However, what music fans old enough to remember the '80s and early '90s

remember him for is his absolute domination of R&B radio in those

years. Sweat, with his pseudonym winking and nudging at the kind of

activity that often accompanied his music, was the king panty-dropper,

full stop.


His voice wasn't as deep as many of his predecessors in the sexy troubadour tradition -- say Isaac Hayes or Barry White -- but it was silky and just gravelly enough to sound like he had lived some. In fact, Sweat's sensibility was very of the moment when he first hit the mainstream, mixing hip-hop and classic R&B into the hybrid known as new jack swing.

The first half of this past decade wasn't the kindest to Keith Sweat in sales -- there was a six-year gap between his 2002 album, Rebirth, and 2008's Just Me. Still, he's kept himself busy hosting his own late-night radio show, the nationally syndicated Keith Sweat Hotel. And late last year he dropped yet another record, Ridin' Solo. In a time at which most urban radio songs sound like Ibiza escapees, Sweat's keeping it real for the lineage of classic soul crooning.

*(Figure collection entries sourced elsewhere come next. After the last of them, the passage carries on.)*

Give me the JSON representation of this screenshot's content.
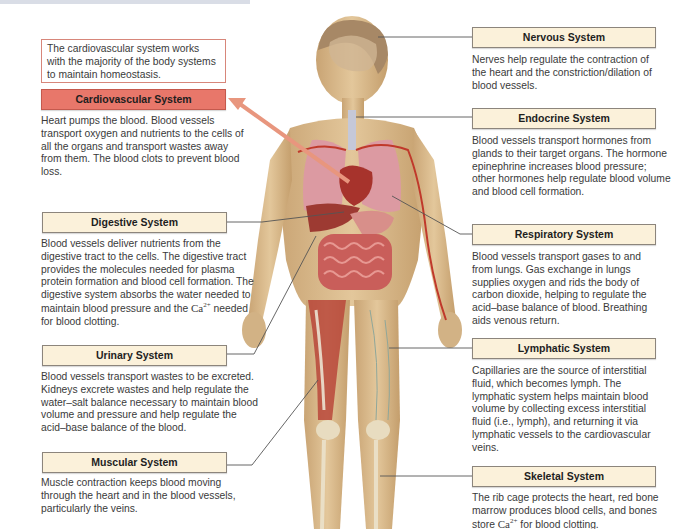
{
  "intro": {
    "text": "The cardiovascular system works with the majority of the body systems to maintain homeostasis."
  },
  "colors": {
    "primary_label_bg": "#e8776a",
    "secondary_label_bg": "#fbf1da",
    "intro_border": "#d7867a",
    "arrow": "#e8967e",
    "skin": "#d9b98a",
    "muscle": "#b8473a"
  },
  "systems": {
    "cardiovascular": {
      "title": "Cardiovascular System",
      "desc": "Heart pumps the blood. Blood vessels transport oxygen and nutrients to the cells of all the organs and transport wastes away from them. The blood clots to prevent blood loss."
    },
    "digestive": {
      "title": "Digestive System",
      "desc_before_ca": "Blood vessels deliver nutrients from the digestive tract to the cells. The digestive tract provides the molecules needed for plasma protein formation and blood cell formation. The digestive system absorbs the water needed to maintain blood pressure and the",
      "ca": "Ca",
      "ca_charge": "2+",
      "desc_after_ca": " needed for blood clotting."
    },
    "urinary": {
      "title": "Urinary System",
      "desc": "Blood vessels transport wastes to be excreted. Kidneys excrete wastes and help regulate the water–salt balance necessary to maintain blood volume and pressure and help regulate the acid–base balance of the blood."
    },
    "muscular": {
      "title": "Muscular System",
      "desc": "Muscle contraction keeps blood moving through the heart and in the blood vessels, particularly the veins."
    },
    "nervous": {
      "title": "Nervous System",
      "desc": "Nerves help regulate the contraction of the heart and the constriction/dilation of blood vessels."
    },
    "endocrine": {
      "title": "Endocrine System",
      "desc": "Blood vessels transport hormones from glands to their target organs. The hormone epinephrine increases blood pressure; other hormones help regulate blood volume and blood cell formation."
    },
    "respiratory": {
      "title": "Respiratory System",
      "desc": "Blood vessels transport gases to and from lungs. Gas exchange in lungs supplies oxygen and rids the body of carbon dioxide, helping to regulate the acid–base balance of blood. Breathing aids venous return."
    },
    "lymphatic": {
      "title": "Lymphatic System",
      "desc": "Capillaries are the source of interstitial fluid, which becomes lymph. The lymphatic system helps maintain blood volume by collecting excess interstitial fluid (i.e., lymph), and returning it via lymphatic vessels to the cardiovascular veins."
    },
    "skeletal": {
      "title": "Skeletal System",
      "desc_before_ca": "The rib cage protects the heart, red bone marrow produces blood cells, and bones store ",
      "ca": "Ca",
      "ca_charge": "2+",
      "desc_after_ca": " for blood clotting."
    }
  }
}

Here are five of his top drawer-droppers.

5. "(There You Go) Tellin' Me No Again," 1991



This track from the album Keep It Comin' bears so many of the hallmarks of the best early-'90s R&B: placement on a dramatic movie soundtrack (New Jack City), a swelling group/echo effect on the chorus, and extraneous parentheses in the song title.

4. "I'll Give All My Love To You," 1990



How could you resist the synth line, the tinkling waterfall percussion effect ... or that flat-top?

3. "Make It Last Forever," 1987



Holy 808s! One of his earliest hits, this one married a chorus that was an unabashed double entendre with that era of hip-hop's slightly tinny, drum machine-tastic production.  The track's staying power, though, is proven by its current resurrection thanks to Internet big-ups from Odd Future's Earl Sweatshirt.

2. "Twisted," 1996


Keith Sweat - Twisted by ikalanikita

That hip-hop-lite beat, the interplay of male-female vocals, the white suits and faux-rococo settings in the video... Again, so '90s, yet so hard to delete from the brain.

1. "Nobody," 1996


Keith Sweat - Nobody by welcomeback

Yes, this makes two singles from the same album, Sweat's self-titled fifth effort. But the 1996 disc remains Sweat's biggest career smash to date in terms of sales (four times platinum), individual singles, and lasting radio airplay. "Nobody" is immortal. For those in long-term relationships, it's been known to instantly wipe away a decade of fights over toilet paper and laundry. For single folks, this song appears to hide subliminal messages encouraging you to drunk dial an ex -- resist the urge.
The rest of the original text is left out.